National Poetry Month Celebration: Emmalea Russo | Book*hug Press

National Poetry Month Celebration: Emmalea Russo

Happy National Poetry Month! To celebrate our poets and all things #NPM20, we’ll be sharing a poem each day on our blog.

To kick things off, we’re pleased to bring you the poem ‘In the Compartment’ from Wave Archive by Emmalea Russo.

In Wave Archive, Russo invokes her own experiences with seizures, photographs and art-making, archival and indexical processes, brain waves, and the very personal need to document and store while simultaneously questioning the reliability of memory and language.

Signal alert: From April 22-24, 2020, Emmalea will be offering THE VENUS EXPERIMENT, a 3-day donation-based art / poetry / astrology class on VENUS. Participants will read ancient myths, look at lots of Venusian art, and also read more contemporary writers like Lisa Robertson. For more information, or to register, please visit: https://emmalearusso.com/classes

Remember to follow along all month long as we celebrate our poets by sharing a poem each day on the Book*hug Blog. Follow us as well on Facebook and Twitter and Instagram.

And now, onto today’s poem. Click on the video to watch Emmalea read the poem and follow along with the text below.

In the Compartment

You are in a house attempting domesticity warding off hysteria and irresistible impulses. For instance, you’ve never been more aware of the weight of the brain on the neck.

You respect logic but can only take it so far before emotion seeps in, the wind at the start of the event. You would like to number your feelings and place them in miniature folders. Fold them and find an adequate compartment. An archive for the changes of the waves of the brain. The filing cabinet could live at the edge of the Atlantic Ocean and move in and out with the tide.

No, it would stand firm amidst the changing tides. It would be waterproof and benefit from saltwater. The color would change from deep green to lighter green. What was once clustered and dispersed would get compiled.

You would return daily to the object by the ocean and you alone would have the ability to use the information. The feelings inside interacting with each other in the dark.

Of course, the contents of the compartment shift.

What time is it?

You weren’t removed from your body but weren’t exactly in there, either.

All around the edges shook. The porch at the front of the house and just beyond that, the filing cabinet where you’ll place this and just beyond that, the ocean. The original waves.

The house is still intact. Brainwaves weigh nothing.

A text message received: What’s up?

You gutted the house. The house with the view of the compartment. You had a strong feeling about it. Ownership, the word love. A showy house, an edge taken.

You think you can see the deep green filing cabinet from the attic window.

The man said, “because what is consciousness but a wave of the hand?”

A wave.

Avoid storms of any sort. Do not walk outside when it’s windy. Move to a place where the temperature is consistent but still look at photographs of the seasons. Travel infrequently and prepare weeks ahead of time if the need arises. Follow the centuries old rule of living a temperate life.

The archive is wild.

The compartment should hold real answers. The emotional archive is your only boat.

Now that you’re in the ocean, looking at the compartment from the other side, you’re confused.

According to the man, logic is or had been more reliable than intuition.

According to you, logic had never been more reliable than intuition.

Your body moves back and forth between the house and the ocean. You place thoughts in the compartment as you pass.

Near the dreary February ocean, you are choosing to live austerely.

You’re swimming.

Accruing emotional documents requires labor. The man said, “some women are logical and you are not one of them.”

You’ve never felt so clued in, so able to access the wave brain. You can inhabit the archive whenever you want.

The tumultuous she. The brainwaves looking sharp on the tundra.

Especially you who. Were sought after, arranging the archive, going to just store it away or find a method for display. A whale moves in the night ocean.

Deeper inside the house, fresh white three-hundred-thread-count sheets.

The horizon is an imaginary line. The archive is vertical. The horizon is unchanging. The tides are changing. As in temperament. The body becomes more muscular, then softer. Forms and unforms. Steps between wave and archive. Words drip into water.

The house and the horizon with the compartment and the ocean in between.

Short-term memory: some loss.

Vitals: same-ish.

Condition: steady.

Patient: ruled more by emotion than by reason.

Decision: respected but not recommended.

It’s always nice to talk to you. I like when you come in. Please do get sleep. After you wake up, it will be gone. You have a three percent chance of dying from your condition in the next ten years. At the rate you’re going.

At the rate you’re going. The brain is trainable.

Make a list of things that are trainable.

 

Emmalea Russo is the author of G (Futurepoem) and Wave Archive (Book*hug). She was a writer in residence at the Lower Manhattan Cultural Council and the 18th Street Arts Center (LA), and a visiting artist at the Art Academy of Cincinnati and Parsons School of Design. Recent writing has appeared in Artcritical, BOMB, The Brooklyn Rail, Cosmopolitan, Hyperallergic, and the Los Angeles Review of Books. Russo is a practicing astrologer and divides her time between Avon-by-the-Sea, NJ, and New York City.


* **Task instructions**
Across the entries that follow, tally every line holding the word "curve" and reply with the count alone.

* **Source data**
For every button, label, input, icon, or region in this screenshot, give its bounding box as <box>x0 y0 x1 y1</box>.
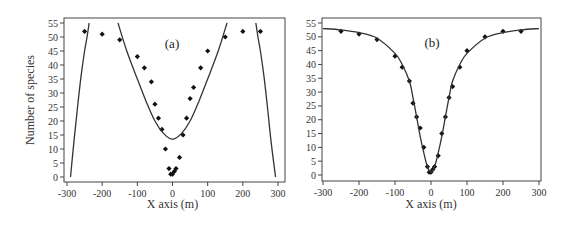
y-axis-title: Number of species <box>23 55 37 145</box>
x-tick-label: 100 <box>460 187 475 198</box>
y-tick-label: 10 <box>306 142 316 153</box>
x-tick-label: 200 <box>235 188 250 199</box>
y-tick-label: 25 <box>306 100 316 111</box>
x-tick-label: 200 <box>496 187 511 198</box>
fit-curve <box>71 23 90 177</box>
y-tick-label: 0 <box>53 172 58 183</box>
x-axis-title: X axis (m) <box>147 197 198 211</box>
data-point-marker <box>198 65 203 70</box>
x-tick-label: -100 <box>128 188 146 199</box>
fit-curve <box>323 29 539 173</box>
y-tick-label: 15 <box>48 130 58 141</box>
y-tick-label: 5 <box>311 156 316 167</box>
data-point-marker <box>163 146 168 151</box>
y-tick-label: 0 <box>311 170 316 181</box>
data-point-marker <box>100 32 105 37</box>
data-point-marker <box>152 102 157 107</box>
y-tick-label: 55 <box>306 18 316 29</box>
y-tick-label: 15 <box>306 128 316 139</box>
x-tick-label: 100 <box>200 188 215 199</box>
data-point-marker <box>117 37 122 42</box>
data-point-marker <box>205 48 210 53</box>
chart-panel-b: 0510152025303540455055-300-200-100010020… <box>306 18 547 212</box>
data-point-marker <box>156 116 161 121</box>
data-point-marker <box>166 166 171 171</box>
y-tick-label: 35 <box>306 73 316 84</box>
data-point-marker <box>149 79 154 84</box>
chart-panel-a: 0510152025303540455055-300-200-100010020… <box>23 18 286 212</box>
y-tick-label: 55 <box>48 18 58 29</box>
y-axis: 0510152025303540455055 <box>306 18 322 181</box>
x-axis-title: X axis (m) <box>405 197 456 211</box>
x-tick-label: 300 <box>271 188 286 199</box>
x-tick-label: -200 <box>93 188 111 199</box>
data-point-marker <box>191 85 196 90</box>
data-point-marker <box>184 116 189 121</box>
data-point-marker <box>240 29 245 34</box>
data-point-marker <box>177 155 182 160</box>
y-tick-label: 40 <box>306 59 316 70</box>
data-point-marker <box>187 96 192 101</box>
panel-label: (a) <box>165 36 179 51</box>
y-tick-label: 20 <box>48 116 58 127</box>
x-tick-label: -100 <box>386 187 404 198</box>
y-tick-label: 35 <box>48 74 58 85</box>
y-tick-label: 10 <box>48 144 58 155</box>
y-tick-label: 40 <box>48 60 58 71</box>
y-tick-label: 45 <box>306 45 316 56</box>
y-tick-label: 25 <box>48 102 58 113</box>
x-tick-label: -300 <box>58 188 76 199</box>
y-tick-label: 45 <box>48 46 58 57</box>
y-tick-label: 30 <box>48 88 58 99</box>
data-point-marker <box>258 29 263 34</box>
x-tick-label: -200 <box>350 187 368 198</box>
data-point-marker <box>135 54 140 59</box>
panel-label: (b) <box>424 35 439 50</box>
y-tick-label: 50 <box>306 31 316 42</box>
y-axis: 0510152025303540455055 <box>48 18 64 183</box>
x-tick-label: 300 <box>532 187 547 198</box>
data-point-marker <box>142 65 147 70</box>
y-tick-label: 50 <box>48 32 58 43</box>
x-tick-label: -300 <box>314 187 332 198</box>
chart-figure: 0510152025303540455055-300-200-100010020… <box>0 0 571 225</box>
y-tick-label: 5 <box>53 158 58 169</box>
data-point-marker <box>82 29 87 34</box>
y-tick-label: 20 <box>306 114 316 125</box>
x-axis: -300-200-1000100200300 <box>314 181 547 198</box>
y-tick-label: 30 <box>306 87 316 98</box>
fit-curve <box>256 23 276 177</box>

* **Reply to the task**
3